Task objective
In the listing that follows, how many lines contain "order"? Give the number only.

____________________

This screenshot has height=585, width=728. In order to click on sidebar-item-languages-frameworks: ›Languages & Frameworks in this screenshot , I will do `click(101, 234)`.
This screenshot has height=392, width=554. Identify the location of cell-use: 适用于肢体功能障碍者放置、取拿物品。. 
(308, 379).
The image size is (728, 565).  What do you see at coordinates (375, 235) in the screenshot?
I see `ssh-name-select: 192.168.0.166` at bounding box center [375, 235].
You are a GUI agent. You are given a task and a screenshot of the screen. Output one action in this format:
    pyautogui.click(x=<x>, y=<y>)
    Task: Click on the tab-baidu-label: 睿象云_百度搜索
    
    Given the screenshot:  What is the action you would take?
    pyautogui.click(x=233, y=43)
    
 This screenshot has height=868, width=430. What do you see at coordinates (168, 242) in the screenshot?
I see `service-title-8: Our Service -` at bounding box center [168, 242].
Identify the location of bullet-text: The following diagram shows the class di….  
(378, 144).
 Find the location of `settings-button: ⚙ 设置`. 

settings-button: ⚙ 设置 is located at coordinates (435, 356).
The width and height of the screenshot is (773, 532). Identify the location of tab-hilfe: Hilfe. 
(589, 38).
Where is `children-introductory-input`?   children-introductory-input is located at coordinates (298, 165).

____________________

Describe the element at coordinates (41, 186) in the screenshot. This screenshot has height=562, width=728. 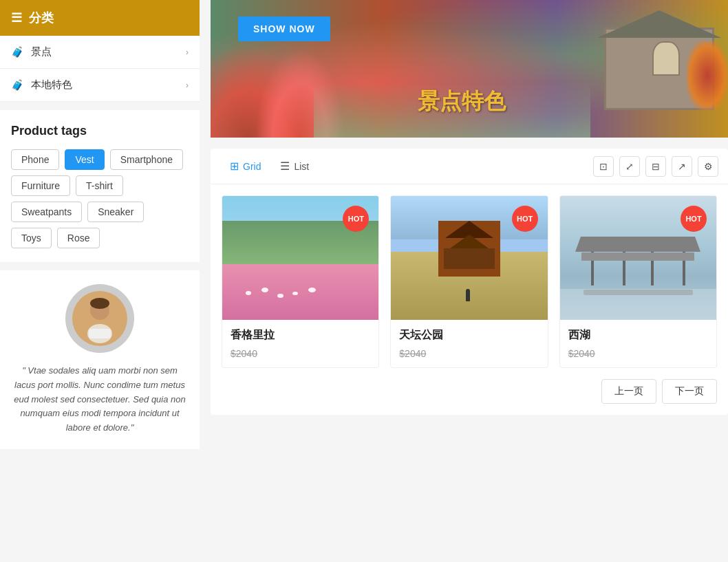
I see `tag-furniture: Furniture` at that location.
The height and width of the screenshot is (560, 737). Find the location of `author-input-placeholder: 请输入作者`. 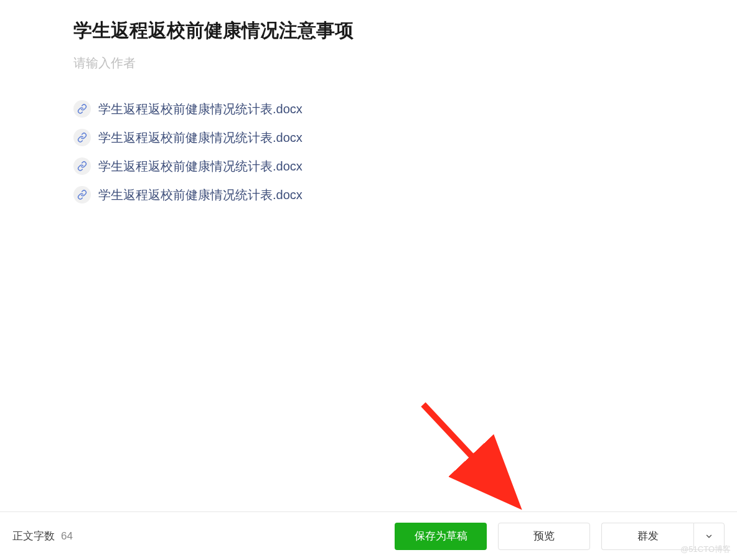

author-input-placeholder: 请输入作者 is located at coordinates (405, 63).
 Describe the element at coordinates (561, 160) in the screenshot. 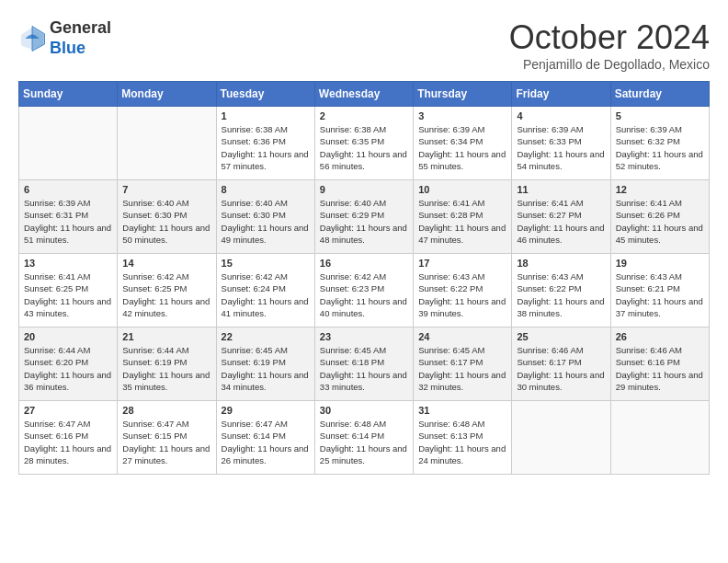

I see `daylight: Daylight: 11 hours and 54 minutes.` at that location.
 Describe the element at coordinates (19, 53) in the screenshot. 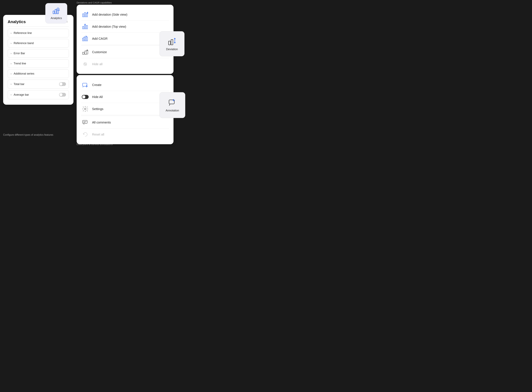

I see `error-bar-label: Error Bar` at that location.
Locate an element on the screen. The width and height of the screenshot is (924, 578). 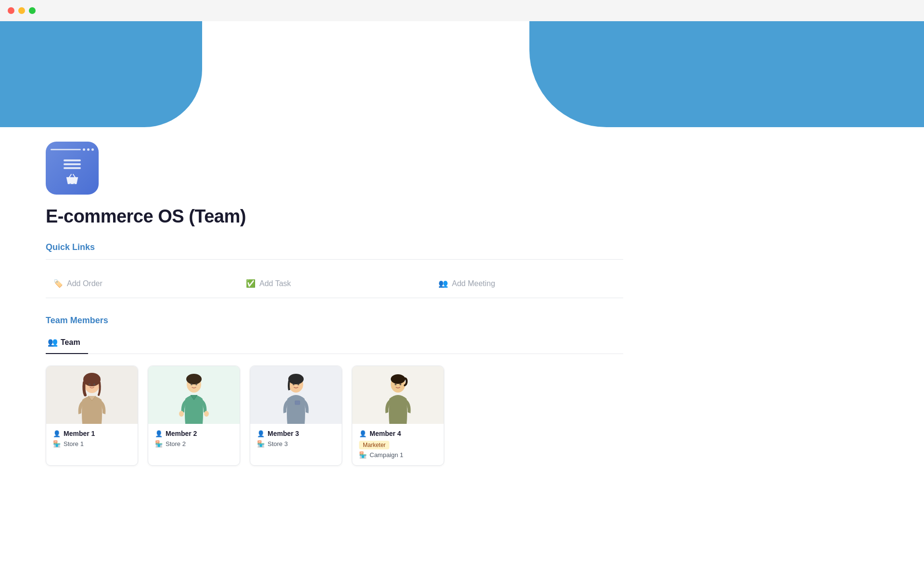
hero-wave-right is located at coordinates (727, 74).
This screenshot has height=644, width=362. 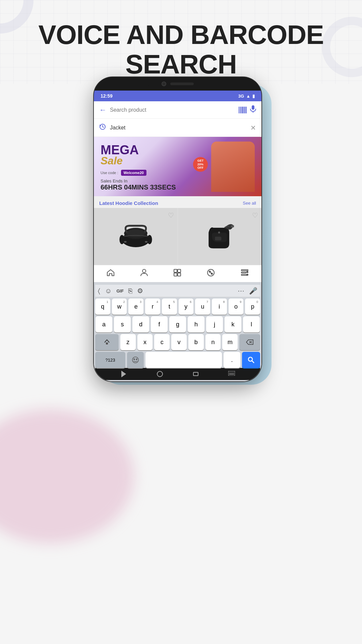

____________________

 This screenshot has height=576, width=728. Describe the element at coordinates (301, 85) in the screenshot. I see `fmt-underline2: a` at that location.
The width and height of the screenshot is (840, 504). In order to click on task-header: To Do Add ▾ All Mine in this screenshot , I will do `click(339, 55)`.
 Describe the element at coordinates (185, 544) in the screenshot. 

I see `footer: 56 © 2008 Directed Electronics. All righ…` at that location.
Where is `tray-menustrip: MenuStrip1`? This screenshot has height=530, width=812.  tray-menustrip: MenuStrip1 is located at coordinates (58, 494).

____________________

Answer to this task
2